Is Attorney General Alberto Gonzales’ imminent departure really going to be enough to put the fired-prosecutors story to rest? It shouldn’t — certainly not after today’s disclosure in the Washington Post that Gonzales’ office was teeing up U.S. Attorney Patrick Fitzgerald while Fitzgerald was in the midst of the Valerie Plame leak investigation.
Fitzgerald was never actually fired, of course. But for the administration to be making ominous noises about his lack of loyalty at the very moment that he was investigating possible illegal behavior in the White House is repellent, to say the least.
TPM Muckraker has a great synopsis of the latest from last night’s document-dump.
The media are fully revved up now, but the danger is that they’ll drop the story as soon as Gonzales departs. They shouldn’t. Just as Scooter Libby’s conviction in the leak case told us more about Dick Cheney than it did about Libby, so do the shenanigans of Gonzales and his former aide D. Kyle Sampson tell us more about President Bush’s no-hold-bars political operation than it does about Gonzales and Sampson.
Yes, Harriet Miers and Karl Rove, that means you.
Meanwhile, “On the Media” this week has a useful discussion with Slate legal correspondent Dahlia Lithwick, who puts to rest the notion that the Bush administration’s attempt to get rid of eight U.S. attorneys in midstream is somehow analagous to Bill Clinton’s replacing all 93 at the beginning of his presidency.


• **Exercise objective**: Please restate the entries verbatim. The copy should hold no pictures.

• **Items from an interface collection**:
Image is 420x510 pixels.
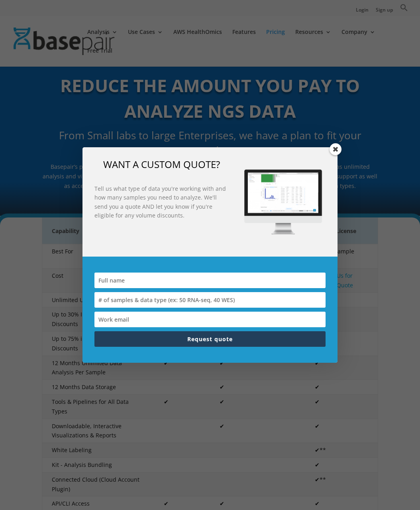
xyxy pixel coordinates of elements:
button: Request quote [94,331,326,347]
input: Full name [94,272,326,288]
input: # of samples & data type (ex: 50 RNA-seq, 40 WES) [94,292,326,308]
span: WANT A CUSTOM QUOTE? [103,158,220,171]
iframe: Drift Widget Chat Window [256,336,415,475]
iframe: Drift Widget Chat Controller [380,470,411,500]
span: Request quote [188,335,233,343]
strong: Tell us what type of data you're working with and how many samples you need to analyze. We'll sen... [94,185,226,219]
input: Work email [94,312,326,327]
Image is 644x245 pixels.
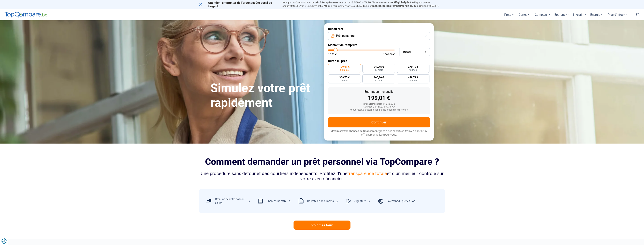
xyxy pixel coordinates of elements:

• **Solution below**:
Image is 420x510 pixels.
xyxy pixel coordinates of elements:
button: Request quote [94,331,326,347]
input: Full name [94,272,326,288]
input: # of samples & data type (ex: 50 RNA-seq, 40 WES) [94,292,326,308]
span: WANT A CUSTOM QUOTE? [103,158,220,171]
iframe: Drift Widget Chat Window [256,336,415,475]
iframe: Drift Widget Chat Controller [380,470,411,500]
span: Request quote [188,335,233,343]
strong: Tell us what type of data you're working with and how many samples you need to analyze. We'll sen... [94,185,226,219]
input: Work email [94,312,326,327]
Image is 644x245 pixels.
xyxy pixel coordinates of elements:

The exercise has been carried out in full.